I went to sleep pretty much as soon as I got home from the dentist.  When I woke up 16 hours later, I grabbed the book on my bed and read.  Eventually I looked up, it was two hours later and I’d finished half the book.  I couldn’t remember the last time that happened.  I finished a book a day in the pain free period.  Reading had a sense of flow that I didn’t remember it having in years.  And some of those books were not amazing, but they were pleasant and I felt absorbed, which also hadn’t happened in a long time.  The same thing happened with video games- I was able to enjoy some fun low-brain games instead of something socially worthy like Mass Effect or Papers, Please.  I began to entertain the idea that I might one day play an RPG again.

In the last four days I’ve struggled with two books by authors I’ve enjoyed before.  I dropped one and only finished the other because I figured out what I’m about to tell you:it was impossible for me to have a sense of reading flow.  I’ve always been a little fixated on updating my progress on books on goodreads- down to a percent or two if I’m listening to a mediocre book on my bus commute.  Less in other cases, but present.  That disappeared with the pain, and came back with it too.

Productivity wise, I at least felt way more productive while I was exhausted-but-unpained.  I would watch an episode of TV, do one little chore, then take a three hour nap.  My apartment was actually trending upwards, and I was getting very high quality sleep.  In pain, I don’t sleep well, so I don’t have that burst of energy that lets me clean, so I don’t tire myself, so now both pain and jitters are keeping awake, so I’m spending a lot of time in a stupor accomplishing nothing, including healing.  I have more energy in the sense of “I can walk farther without collapsing”, but am ever so slightly losing to entropy.  I’m not physically incapable of putting my dishes away, and I notice that it needs to be done, just not when I have any reserves to do it.

Elodie Under Glass (no relation) has a guest post up on Captain Awkward about the low mood cycle.  It’s brilliant and you should read it on those merits, but the important point for my story is that humans can get in a cycle of not doing anything because they don’t have any motivation, and not having any motivation because they never get anything done.  She calls it the thought->behavior->outcome cycle.  That point where outcome feeds thoughts and make you feel better?  I call it getting a hit of Accomplishment.*  When I’m in this much pain, there is no hit.
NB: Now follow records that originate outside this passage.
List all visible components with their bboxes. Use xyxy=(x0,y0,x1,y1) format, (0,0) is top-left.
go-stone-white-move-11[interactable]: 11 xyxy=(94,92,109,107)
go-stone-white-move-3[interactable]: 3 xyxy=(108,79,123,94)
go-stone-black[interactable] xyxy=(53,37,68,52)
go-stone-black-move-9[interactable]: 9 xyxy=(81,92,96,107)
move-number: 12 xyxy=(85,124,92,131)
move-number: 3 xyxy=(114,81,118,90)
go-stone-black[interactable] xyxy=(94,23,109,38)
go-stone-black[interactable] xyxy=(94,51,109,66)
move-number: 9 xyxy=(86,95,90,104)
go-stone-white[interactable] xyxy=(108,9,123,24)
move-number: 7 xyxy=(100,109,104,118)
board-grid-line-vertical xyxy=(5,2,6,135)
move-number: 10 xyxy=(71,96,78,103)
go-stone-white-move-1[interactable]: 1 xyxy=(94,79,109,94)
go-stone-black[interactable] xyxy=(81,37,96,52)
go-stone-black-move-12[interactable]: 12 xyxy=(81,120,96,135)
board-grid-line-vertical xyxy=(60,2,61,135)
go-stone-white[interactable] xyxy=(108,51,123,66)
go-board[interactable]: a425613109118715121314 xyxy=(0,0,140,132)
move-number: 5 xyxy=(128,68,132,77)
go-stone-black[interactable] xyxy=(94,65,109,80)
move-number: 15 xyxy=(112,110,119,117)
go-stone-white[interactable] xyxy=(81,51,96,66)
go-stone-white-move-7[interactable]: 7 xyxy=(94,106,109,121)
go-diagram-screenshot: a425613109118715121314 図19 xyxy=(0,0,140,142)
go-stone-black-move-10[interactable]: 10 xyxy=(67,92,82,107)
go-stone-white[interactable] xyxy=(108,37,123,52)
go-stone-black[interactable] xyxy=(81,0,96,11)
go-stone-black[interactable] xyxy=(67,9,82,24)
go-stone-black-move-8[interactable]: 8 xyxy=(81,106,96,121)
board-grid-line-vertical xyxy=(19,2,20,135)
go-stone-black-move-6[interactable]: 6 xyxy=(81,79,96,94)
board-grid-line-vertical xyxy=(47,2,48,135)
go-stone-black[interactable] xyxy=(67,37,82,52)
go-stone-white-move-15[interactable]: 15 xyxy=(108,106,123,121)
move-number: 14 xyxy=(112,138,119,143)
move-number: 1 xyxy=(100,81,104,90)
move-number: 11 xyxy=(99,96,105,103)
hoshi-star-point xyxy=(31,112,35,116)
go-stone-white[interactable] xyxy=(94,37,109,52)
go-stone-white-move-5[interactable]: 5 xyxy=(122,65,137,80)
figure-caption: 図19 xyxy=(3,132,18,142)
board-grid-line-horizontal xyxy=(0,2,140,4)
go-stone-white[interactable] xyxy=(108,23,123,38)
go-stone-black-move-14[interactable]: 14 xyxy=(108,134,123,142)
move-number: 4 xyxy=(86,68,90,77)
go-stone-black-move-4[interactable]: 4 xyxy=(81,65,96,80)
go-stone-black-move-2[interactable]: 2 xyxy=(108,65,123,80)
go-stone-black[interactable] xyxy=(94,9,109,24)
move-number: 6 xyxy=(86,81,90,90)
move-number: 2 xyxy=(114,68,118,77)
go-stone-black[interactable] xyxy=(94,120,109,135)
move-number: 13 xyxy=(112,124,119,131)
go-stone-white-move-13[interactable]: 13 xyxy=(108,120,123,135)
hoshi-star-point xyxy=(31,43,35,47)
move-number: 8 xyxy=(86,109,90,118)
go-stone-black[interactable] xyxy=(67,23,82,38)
I have a few possible explanations speculations for this:

  1. Body has narrowed success criteria for all actions to “did you make the pain go away?”  Moving my dirty dishes in the dishwasher did not make the pain go away, therefor it was a failure, therefor no Accomplishment.
  2. Normally there’s a mini flow state between initiating the action and evaluating the outcome.  When in pain, that walk from the couch to the dishwasher is interrupted every half a second asking if I’m done yet, and registering a failure when I haven’t.  With a 10 second walk, that’s 19 failures to one success- and that’s assuming the washer can accept the dish with no further work, and I don’t see any additional failures in the kitchen to deal with.
  3. Some combination of these
  4. Okay I thought I had more but apparently those are the only two.  In my defense, it’s amazing I’m writing this well considering the level of pain I’m in.
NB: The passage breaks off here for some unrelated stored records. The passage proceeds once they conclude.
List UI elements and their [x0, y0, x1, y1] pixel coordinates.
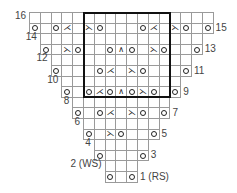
row-label: 1 (RS) [140, 172, 169, 182]
row-label: 16 [15, 11, 26, 21]
yarn-over-icon [160, 108, 170, 118]
ssk-icon: ⋋ [149, 45, 159, 55]
double-decrease-icon: ∧ [118, 46, 124, 54]
yarn-over-icon [127, 172, 137, 182]
row-label: 15 [216, 23, 227, 33]
ssk-icon: ⋋ [128, 67, 136, 75]
ssk-icon: ⋋ [106, 130, 116, 140]
yarn-over-icon [106, 87, 116, 97]
yarn-over-icon [138, 151, 148, 161]
yarn-over-icon [97, 110, 103, 116]
yarn-over-icon [138, 24, 148, 34]
row-label: 9 [183, 87, 189, 97]
yarn-over-icon [106, 45, 116, 55]
ssk-icon: ⋋ [84, 24, 94, 34]
yarn-over-icon [183, 68, 189, 74]
yarn-over-icon [97, 25, 103, 31]
yarn-over-icon [106, 172, 116, 182]
ssk-icon: ⋋ [170, 24, 180, 34]
yarn-over-icon [140, 153, 146, 159]
yarn-over-icon [127, 45, 137, 55]
yarn-over-icon [161, 47, 167, 53]
yarn-over-icon [149, 87, 159, 97]
yarn-over-icon [53, 25, 59, 31]
ssk-icon: ⋋ [127, 108, 137, 118]
ssk-icon: ⋋ [138, 87, 148, 97]
chart-cell [148, 129, 160, 141]
yarn-over-icon [129, 174, 135, 180]
chart-cell [180, 65, 192, 77]
row-label: 14 [26, 32, 37, 42]
double-decrease-icon: ∧ [118, 88, 124, 96]
yarn-over-icon [181, 66, 191, 76]
yarn-over-icon [172, 89, 178, 95]
yarn-over-icon [194, 47, 200, 53]
yarn-over-icon [149, 130, 159, 140]
k2tog-icon: ⋌ [106, 109, 114, 117]
yarn-over-icon [205, 25, 211, 31]
row-label: 3 [151, 150, 157, 160]
yarn-over-icon [118, 131, 124, 137]
knitting-chart: 16⋌⋋⋌⋋1514⋋∧⋋1312⋌⋋1110⋌∧⋋98⋌⋋76⋋5432 (W… [0, 0, 237, 193]
yarn-over-icon [107, 89, 113, 95]
k2tog-icon: ⋌ [106, 108, 116, 118]
chart-cell [159, 107, 171, 119]
yarn-over-icon [53, 68, 59, 74]
yarn-over-icon [86, 89, 92, 95]
row-label: 8 [64, 96, 70, 106]
yarn-over-icon [95, 24, 105, 34]
chart-cell [126, 171, 138, 183]
yarn-over-icon [203, 24, 213, 34]
k2tog-icon: ⋌ [106, 66, 116, 76]
yarn-over-icon [129, 89, 135, 95]
ssk-icon: ⋋ [139, 88, 147, 96]
double-decrease-icon: ∧ [116, 45, 126, 55]
yarn-over-icon [73, 45, 83, 55]
yarn-over-icon [116, 130, 126, 140]
ssk-icon: ⋋ [62, 45, 72, 55]
yarn-over-icon [95, 66, 105, 76]
row-label: 13 [205, 44, 216, 54]
yarn-over-icon [151, 89, 157, 95]
chart-cell [169, 86, 181, 98]
row-label: 11 [194, 66, 204, 76]
row-label: 12 [36, 53, 47, 63]
yarn-over-icon [127, 87, 137, 97]
row-label: 6 [74, 117, 80, 127]
yarn-over-icon [181, 24, 191, 34]
ssk-icon: ⋋ [127, 66, 137, 76]
chart-cell [191, 44, 203, 56]
yarn-over-icon [161, 110, 167, 116]
yarn-over-icon [160, 45, 170, 55]
yarn-over-icon [84, 87, 94, 97]
ssk-icon: ⋋ [171, 24, 179, 32]
yarn-over-icon [129, 47, 135, 53]
k2tog-icon: ⋌ [149, 24, 159, 34]
yarn-over-icon [97, 68, 103, 74]
yarn-over-icon [140, 25, 146, 31]
k2tog-icon: ⋌ [95, 87, 105, 97]
double-decrease-icon: ∧ [116, 87, 126, 97]
ssk-icon: ⋋ [150, 46, 158, 54]
row-label: 2 (WS) [71, 159, 102, 169]
yarn-over-icon [52, 24, 62, 34]
row-label: 4 [85, 138, 91, 148]
ssk-icon: ⋋ [106, 130, 114, 138]
yarn-over-icon [192, 45, 202, 55]
chart-cell [137, 150, 149, 162]
yarn-over-icon [138, 66, 148, 76]
row-label: 10 [47, 75, 58, 85]
yarn-over-icon [95, 108, 105, 118]
yarn-over-icon [138, 108, 148, 118]
yarn-over-icon [170, 87, 180, 97]
row-label: 7 [172, 108, 178, 118]
row-label: 5 [162, 129, 168, 139]
ssk-icon: ⋋ [128, 109, 136, 117]
chart-cell [202, 23, 214, 35]
k2tog-icon: ⋌ [150, 24, 158, 32]
k2tog-icon: ⋌ [106, 67, 114, 75]
yarn-over-icon [75, 47, 81, 53]
k2tog-icon: ⋌ [62, 24, 72, 34]
k2tog-icon: ⋌ [96, 88, 104, 96]
ssk-icon: ⋋ [85, 24, 93, 32]
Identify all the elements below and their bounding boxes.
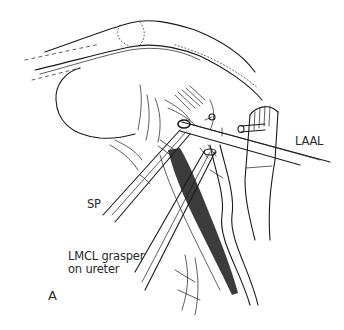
laal-label: LAAL xyxy=(295,135,323,148)
panel-label: A xyxy=(48,288,57,303)
vessel-stump xyxy=(238,106,278,240)
lower-tissue xyxy=(175,255,200,315)
surgical-illustration: LAAL SP LMCL grasper on ureter A xyxy=(0,0,344,330)
lmcl-label-line2: on ureter xyxy=(68,263,119,276)
sp-label: SP xyxy=(87,198,101,211)
abdominal-wall xyxy=(25,21,262,100)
Whatever the explanation, pain clearly is constantly pushing me towards the low mood cycle.  I can break out of it with a big enough Thing, but Things that big are impossible to sustain, leading the cycle to collapse back down to low mood.  One of the few things I’ve been able to sustain for long periods is working at crisis chat, because when people talk it’s a jolt of energy, but then there’s some down time before they respond.**

You may blame the lack of proper closing paragraph on my screaming jaw or the fact that this post is completely speculative.  Or feel free to substitute your own reason.  Ideally something flattering.

*I am going to feel very dumb if there’s an actual drug with the street name of Accomplishment.

**After a few hours at crisis center I came home and couldn’t leave the apartment for two days.  I think that’s an energy thing.